In a vacuum, S tier. The output quality is a huge step up from baseline Claude Code or any of the front-end design skills out there. The usage limits make it nearly unusable. I'm on the $200/month plan and I get the same Claude Design usage as someone on Pro. That's wild. A simple landing page can eat 5% of weekly usage. A full design system can eat 30%. Until they fix the usage tier structure, B tier is the honest split.

GitHub Copilot — C-/C tier

I literally forgot to mention it during recording. That probably tells you everything. People use it because their company forces them to.

Kling 3.0 — A tier

Solid video model. Direct competition with Veo 3.1 (B tier — getting outdated and pricey).

Seedance 2.0 — A+ tier

If you've seen any standout AI video lately, it's been Seedance. Step up from Veo and Kling. The visuals are wild and the price is surprisingly reasonable.

Nano Banana Pro — S tier

Best-in-class image model and has been for a while.

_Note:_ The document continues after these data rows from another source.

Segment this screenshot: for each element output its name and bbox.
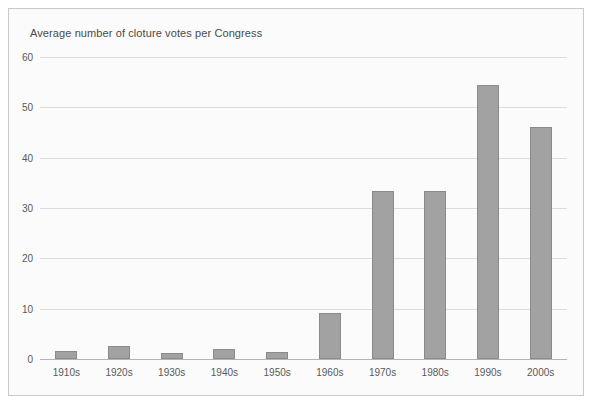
bar-slot: 1930s — [145, 57, 198, 359]
bar[interactable] — [266, 352, 288, 359]
x-axis-tick-label: 1910s — [53, 367, 80, 378]
x-axis-tick-label: 1930s — [158, 367, 185, 378]
gridline: 0 — [40, 359, 567, 360]
x-axis-tick-label: 1970s — [369, 367, 396, 378]
chart-title: Average number of cloture votes per Cong… — [30, 27, 262, 39]
bar-slot: 1920s — [93, 57, 146, 359]
bar[interactable] — [213, 349, 235, 359]
x-axis-tick-label: 1950s — [264, 367, 291, 378]
bars-group: 1910s1920s1930s1940s1950s1960s1970s1980s… — [40, 57, 567, 359]
bar-slot: 1910s — [40, 57, 93, 359]
y-axis-tick-label: 10 — [22, 303, 33, 314]
bar-slot: 1950s — [251, 57, 304, 359]
bar-slot: 1990s — [462, 57, 515, 359]
y-axis-tick-label: 40 — [22, 152, 33, 163]
plot-area: 0102030405060 1910s1920s1930s1940s1950s1… — [40, 57, 567, 359]
bar-slot: 1960s — [304, 57, 357, 359]
bar[interactable] — [108, 346, 130, 359]
bar[interactable] — [55, 351, 77, 359]
bar-slot: 1970s — [356, 57, 409, 359]
bar[interactable] — [530, 127, 552, 359]
bar[interactable] — [319, 313, 341, 359]
x-axis-tick-label: 1920s — [105, 367, 132, 378]
y-axis-tick-label: 60 — [22, 52, 33, 63]
y-axis-tick-label: 30 — [22, 203, 33, 214]
x-axis-tick-label: 2000s — [527, 367, 554, 378]
y-axis-tick-label: 0 — [27, 354, 33, 365]
bar[interactable] — [161, 353, 183, 359]
x-axis-tick-label: 1990s — [474, 367, 501, 378]
y-axis-tick-label: 20 — [22, 253, 33, 264]
bar-slot: 2000s — [514, 57, 567, 359]
bar[interactable] — [424, 191, 446, 359]
bar[interactable] — [372, 191, 394, 359]
bar[interactable] — [477, 85, 499, 359]
x-axis-tick-label: 1960s — [316, 367, 343, 378]
chart-figure: Average number of cloture votes per Cong… — [8, 8, 584, 396]
bar-slot: 1980s — [409, 57, 462, 359]
x-axis-tick-label: 1940s — [211, 367, 238, 378]
x-axis-tick-label: 1980s — [422, 367, 449, 378]
bar-slot: 1940s — [198, 57, 251, 359]
y-axis-tick-label: 50 — [22, 102, 33, 113]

GPT Image Gen 2 — A tier (provisional)

Just launched. Early plays look very promising — possibly S tier with more time. For now, A tier. The image side is a major differentiator for ChatGPT now that the model is real.

The Real Takeaway

The big players are obvious: Claude Code, Codex, Gemini, Notebook LM. Stay invested there. Stay away from C tier and below — Hermes, OpenClaude, Lovable, Bolt, Make, Zapier — unless there's a specific case you can't get out of.

But here's the actual point: getting good at Claude Code, Codex, or Antigravity isn't really getting good at those tools. It's getting good at AI fundamentals — prompting, planning, iteration, tool use, architecture. Those skills transfer. If Claude Code falls off a cliff next week and the new S-tier harness drops, you'll be ready, because the underlying skill is the same.

The platform-specific tools come and go. The fundamentals don't.

Frequently Asked Questions

Why is Claude split between C tier and S tier?

Because the chatbot experience is dramatically different at $20/month versus $100+/month. On the cheap tier, you'll hit usage walls fast and Claude can't do images or video. On the higher tiers, Opus 4.7 is the best model in the game and the experience is best-in-class. Same product, two different tools depending on your plan.

What about open-source coding agents like Open Code?

I haven't used them enough to grade fairly. Reputation is positive in the open-source community. If you're already running open-weight models on your own hardware, you're past the point where my recommendation matters.

Is the Claude Code Masterclass worth it if I'm new?

If you're trying to go from zero to AI dev and you don't have a technical background, the Masterclass is built specifically for that path. It updates weekly and recently added the agentic OS modules — Claude Code as engine, Obsidian for memory, GWS CLI for Google Workspace. Available inside Chase AI+.

Why is n8n only A tier when it used to be S tier?

Because the alternatives caught up. Everything n8n does, Claude Code or Codex can do — usually faster. The one place n8n still wins is non-technical client teams who need a visual editor for ongoing tweaks. Outside that lane, the differentiator has eroded.

What's the cheapest reasonable AI stack for an individual creator?

Gemini for daily chat (best value at $20/month given the image and video features), Claude Code on the $100 plan if you're building, NotebookLM for research, and pick one image/video model when you need it (Nano Banana Pro for images, Seedance 2.0 for video). That covers most real workflows without burning $500/month on tools.


If you want to go deeper into the tools that actually move the needle, join the free Chase AI community for templates, prompts, and live breakdowns. And if you're serious about building with AI, check out the paid community, Chase AI+, for hands-on guidance on how to make money with AI.